The Trump administration plans to use ongoing tariff negotiations to pressure U.S. trading partners to limit their dealings with China, according to people with knowledge of the conversations.
The idea is to extract commitments from U.S. trading partners to isolate China’s economy in exchange for reductions in trade and tariff barriers imposed by the White House. U.S. officials plan to use negotiations with more than 70 nations to ask them to disallow China to ship goods through their countries, prevent Chinese firms from locating in their territories to avoid U.S. tariffs, and not absorb China’s cheap industrial goods into their economies.
Those measures are meant to put a dent in China’s already rickety economy and force Beijing to the negotiating table with less leverage ahead of potential talks between Trump and Chinese President Xi Jinping. The exact demands could vary widely by nation, given their degree of involvement with the Chinese economy.
The White House and Treasury didn’t respond to requests for comment.
U.S. officials have broached the idea in early talks with some countries, people familiar with the discussions said. Trump himself hinted at the strategy on Tuesday, telling Fox Noticias he would consider making countries choose between the U.S. and China in response to a question about Panama deciding not to renew its role in the Belt and Road Initiative, China’s global infrastructure program for developing nations.
One brain behind the strategy is Treasury Secretary Scott Bessent, who has taken a leading role in the trade negotiations since Trump announced a 90-day pause on reciprocal tariffs for most nations—but not China—on April 9.
Bessent pitched the idea to Trump during an April 6 meeting in Mar-a-Lago, said people familiar with the discussion, saying that extracting concessions from U.S. trading partners could prevent Beijing and its firms from avoiding U.S. tariffs, export controls and other economic measures, the people said.
The tactic is part of a larger strategy being pushed by Bessent to isolate the Chinese economy, which has gained traction among Trump officials recently. Debates over the scope and severity of U.S. tariffs are ongoing, but officials largely appear to agree with Bessent’s China plan.
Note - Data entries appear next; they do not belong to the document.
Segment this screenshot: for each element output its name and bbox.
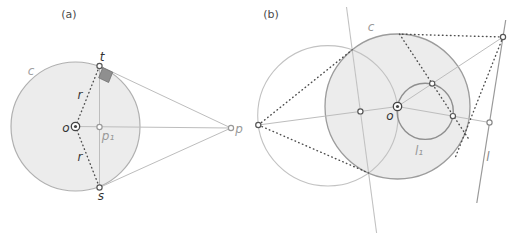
label-c-b: c: [368, 20, 375, 34]
label-p: p: [234, 122, 243, 136]
label-caption-a: (a): [61, 8, 76, 21]
label-s: s: [98, 189, 104, 203]
geometry-figure: (a)(b)crrotsp₁pcol₁l: [0, 0, 514, 250]
point-pole-left: [256, 122, 261, 127]
point-p: [228, 125, 233, 130]
diagram-canvas: (a)(b)crrotsp₁pcol₁l: [0, 0, 514, 250]
center-o-b-dot: [396, 105, 399, 108]
point-t: [97, 63, 102, 68]
point-inverse-foot: [450, 114, 455, 119]
point-inverse-top: [430, 81, 435, 86]
point-top-on-l: [500, 34, 505, 39]
point-inverse-pole: [358, 109, 363, 114]
label-p1: p₁: [101, 129, 115, 143]
point-foot-on-l: [487, 120, 492, 125]
label-c-a: c: [28, 64, 35, 78]
label-l1: l₁: [415, 144, 423, 158]
center-o-a-dot: [74, 125, 77, 128]
label-caption-b: (b): [263, 8, 279, 21]
label-o-b: o: [386, 109, 393, 123]
label-o-a: o: [62, 121, 69, 135]
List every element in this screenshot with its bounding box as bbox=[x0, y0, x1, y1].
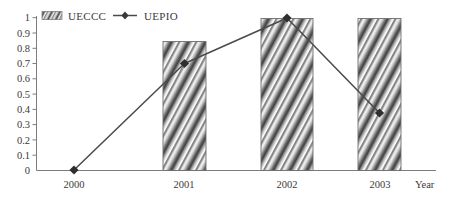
bar-2002 bbox=[261, 19, 313, 171]
y-tick-label: 1 bbox=[25, 12, 30, 23]
y-tick-label: 0.3 bbox=[17, 119, 30, 130]
legend-label-ueccc: UECCC bbox=[68, 10, 106, 22]
x-tick-label-2003: 2003 bbox=[370, 179, 391, 190]
x-tick-label-2002: 2002 bbox=[277, 179, 298, 190]
y-tick-label: 0 bbox=[25, 165, 30, 176]
y-tick-label: 0.4 bbox=[17, 104, 31, 115]
y-axis-tick-labels: 1 0.9 0.8 0.7 0.6 0.5 0.4 0.3 0.2 0.1 0 bbox=[17, 12, 31, 176]
y-axis-ticks bbox=[33, 18, 37, 156]
x-tick-label-2001: 2001 bbox=[174, 179, 195, 190]
uepio-line-path bbox=[74, 18, 380, 170]
striped-bar-swatch bbox=[42, 12, 62, 20]
line-series-uepio bbox=[69, 13, 384, 174]
y-tick-label: 0.2 bbox=[17, 135, 30, 146]
legend-label-uepio: UEPIO bbox=[144, 10, 178, 22]
y-tick-label: 0.8 bbox=[17, 43, 30, 54]
legend-item-ueccc: UECCC bbox=[42, 10, 106, 22]
y-tick-label: 0.7 bbox=[17, 58, 30, 69]
y-tick-label: 0.1 bbox=[17, 150, 30, 161]
chart-container: UECCC UEPIO bbox=[0, 0, 451, 200]
x-axis-title: Year bbox=[415, 179, 435, 190]
chart-legend: UECCC UEPIO bbox=[42, 10, 178, 22]
y-tick-label: 0.5 bbox=[17, 89, 30, 100]
legend-diamond-marker-icon bbox=[121, 12, 128, 20]
bar-2003 bbox=[358, 19, 401, 171]
bar-series-ueccc bbox=[163, 19, 401, 171]
bar-line-combo-chart: UECCC UEPIO bbox=[0, 0, 451, 200]
x-axis-tick-labels: 2000 2001 2002 2003 Year bbox=[64, 179, 435, 190]
y-tick-label: 0.9 bbox=[17, 28, 30, 39]
legend-item-uepio: UEPIO bbox=[113, 10, 178, 22]
x-tick-label-2000: 2000 bbox=[64, 179, 85, 190]
y-tick-label: 0.6 bbox=[17, 73, 30, 84]
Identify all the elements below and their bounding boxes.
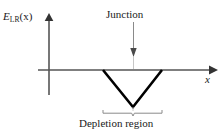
figure-canvas: [0, 0, 224, 135]
depletion-region-label: Depletion region: [79, 118, 153, 129]
field-curve-v: [103, 70, 162, 107]
y-axis-label: ELR(x): [3, 11, 32, 23]
x-axis-label: x: [205, 74, 210, 85]
electric-field-junction-figure: ELR(x) x Junction Depletion region: [0, 0, 224, 135]
x-axis-arrowhead: [209, 66, 218, 75]
y-axis-label-subscript: LR: [10, 15, 20, 24]
junction-arrowhead: [130, 48, 136, 57]
y-axis-arrowhead: [45, 13, 54, 21]
y-axis-label-main: E: [3, 10, 10, 22]
junction-label: Junction: [106, 9, 143, 20]
y-axis-label-arg: (x): [20, 10, 33, 22]
depletion-region-brace: [103, 110, 162, 116]
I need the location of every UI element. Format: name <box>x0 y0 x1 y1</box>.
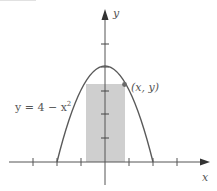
curve-equation-exponent: 2 <box>67 100 71 108</box>
y-axis-label: y <box>112 7 120 20</box>
curve-equation-label: y = 4 − x2 <box>14 100 71 114</box>
y-axis-arrowhead-icon <box>102 9 109 20</box>
parabola-figure: (x, y) y x y = 4 − x2 <box>0 0 217 191</box>
x-axis-arrowhead-icon <box>200 159 210 166</box>
point-marker <box>122 82 127 87</box>
x-axis-label: x <box>202 171 209 184</box>
curve-equation-base: y = 4 − x <box>14 101 68 114</box>
point-label: (x, y) <box>131 81 159 94</box>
It involves cutting China off from the U.S. economy with tariffs and potentially even cutting Chinese stocks out of U.S. exchanges. Bessent didn’t rule out the administration trying to delist Chinese stocks in a recent interview with Fox Business.
Still, the ultimate goal of the administration’s China policy isn’t yet clear.
Treasury Secretary Scott Bessent
Bessent has also said there is still room for talks on a potential trade deal between the U.S. and China. Such talks would have to involve Trump and Xi. White House press secretary Karoline Leavitt read a new statement from Trump during Tuesday’s press briefing suggesting a deal with China isn’t imminent.
“The ball is in China’s court. China needs to make a deal with us. We don’t have to make a deal with them. China wants what we have…the American consumer,” Leavitt said when reading Trump’s statement.
It is also not clear that the anti-China line has entered into negotiations with all nations. Some countries haven’t heard demands from U.S. negotiators related to China, say people familiar with the talks, though they acknowledge that negotiations remain in early stages. Many expect the Trump administration to raise China-related demands sooner or later.
Bessent has shown his desire for anti-China pledges from U.S. trading partners before. In late February, he said that Mexico had offered to match U.S. tariffs on China as part of negotiations over Trump’s tariffs on Mexico imposed because of the fentanyl trade. Bessent called Mexico’s offer a “nice gesture,” but the idea didn’t find much traction with the administration.
Since then, Bessent has taken a more central role in trade negotiations, assuming a lead in talks over reciprocal tariffs after Trump announced his 90-day pause on April 9. The Treasury secretary is slated to meet with Japan’s economic revitalization minister as soon as Wednesday and has laid out a list of nations he believes could soon reach deals with the U.S., including Japan, the U.K., Australia, South Korea and India.
China is conducting its own trade diplomacy. This week, Xi traveled to Vietnam—a major U.S. trading partner hard-hit by Trump’s tariffs—and signed dozens of economic pledges with the Hanoi government.
China views Trump’s reciprocal trade gambit as an opportunity, Peter Harrell, the former senior director for international economics on Joe Biden’s National Security Council, said on a panel discussion at Georgetown Law on Tuesday.
But China’s ability to counteract U.S. trade policies is limited, Harrell said. While the U.S. remains a “massive net importer,” China is reducing its imports from the rest of the world and focusing on self-sufficiency.
China “isn’t going to replace the U.S. as a source of demand for the products that a bunch of these developing countries…make,” Harrell said. “So the economics of this are going to prove challenging for China, but I think we see them playing the politics of this reasonably savvily.”